The shadows writhe, and lengthen.
* * *
Bronwel is aging in the manner of Men, fast and fearful. Maeglin’s father grows gnarled and bent as an old tree—not age, for they are full-blooded Elves, both, but some kind of resonance with Bronwel. Greetings are murmured and exchanged. Eöl looks through his child, eyes dull, reflecting nothing but naked branches bared to the sky.
He mumbles about pain and about Aredhel. He blinks. “Ah, my daughter, it is good to see you.”
Mablung’s hand is steady beneath Maeglin’s elbow. He must feel the flinch. This is no different, of course, than it has ever been. The screaming arguments on this point are past; Eöl simply no longer acknowledges any reality beyond the one he has decided on. Bronwel, who has sometimes asked her[him] not to anger her[his] father, does not ask anything this time. She is quiet, a little remote—until Eöl asks her to make dinner twice in a row, as if he has forgotten, and then she screams at him to leave her alone.
Maeglin flinches. His jaw hurts, his legs and chest are tight. Nan Elmoth moves with a rushing sound that might be wind or might be something else entirely. There are no leaves on the bare trees, but the tangling undergrowth beneath them curls and uncurls.
“What’s wrong, my daughter?” Eöl asks, smiling gently.
“Nothing, Father,” Maeglin tells him, smiling sweetly in answer, mouth behaving like a puppet’s, made of wood. “I am tired from the journey.”
When Eöl’s mood changes, the only warning is in the darkening of the light outside. “Give me medicine,” he demands of Bronwel, and she scuttles to comply. “The pain,” he says to Maeglin (who is tucked up tight against Mablung’s side, yet it feels as if there is no one else there.)
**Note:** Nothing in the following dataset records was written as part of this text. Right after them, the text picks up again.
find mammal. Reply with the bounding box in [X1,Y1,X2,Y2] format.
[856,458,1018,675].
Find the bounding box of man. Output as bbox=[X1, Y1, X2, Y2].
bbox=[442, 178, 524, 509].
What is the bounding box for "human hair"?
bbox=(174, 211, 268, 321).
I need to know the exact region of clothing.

“It’s the pain of his wounds from Angband,” Bronwel explains to Maeglin in a low voice.
“Of course,” Maeglin says.
The wounds from Angband are a new pain, brought on in the last few years. Sometimes Elvish wounds are like that. Their spirits are battered, but it takes something else to trigger the old pain. Like an aging companion with a failing body. Bronwel has lived with them since Maeglin’s mother died. She was of the Haladin, once. Now she is bent-backed and stooped, and Eöl imitates her, and the forest imitates Eöl.
“Ahhh,” groans Eöl. “The pain, the pain.”
“You cannot have more,” objects Bronwel. “You grow so distant.” Her eyes, like the eyes of a hunted animal, jump to the side. To the window.
Mablung’s hand on Maeglin’s shoulder. But he can barely feel it. His ears buzz, and his vision wavers distantly.
“Human bitch,” Eöl snarls. “I cannot stand the pain.”
“There is not enough,” Bronwel insists, her voice thin and reedy, courageous but flailing, oddly scolding. “Stop behaving like a child! The physician must have time to make it.”
“Then it is the physician I must blame? Ah—ah—the pain—shall I have him flayed, I wonder?”
The light flickers. Lightning flashes. Thunder rumbles. The trees move at the window, their branches tap-tap-tapping against the panes.
“Stop that!” Bronwel protests again. “Have more medicine, then, if that’s what it will take to shut you up. Why should it matter to me if you run short?” A cornered animal will fight as well as flee. She bares her teeth. Maeglin stays quiet.
“He was not always like this,” he tells Mablung later. “He was not always like this, he was not always like this…”
(Except for when he was.)
(It is only the frequency that changes, now.)
(The frequency, and the bare stripped trees that lash and groan in time with Eöl’s soft moans.)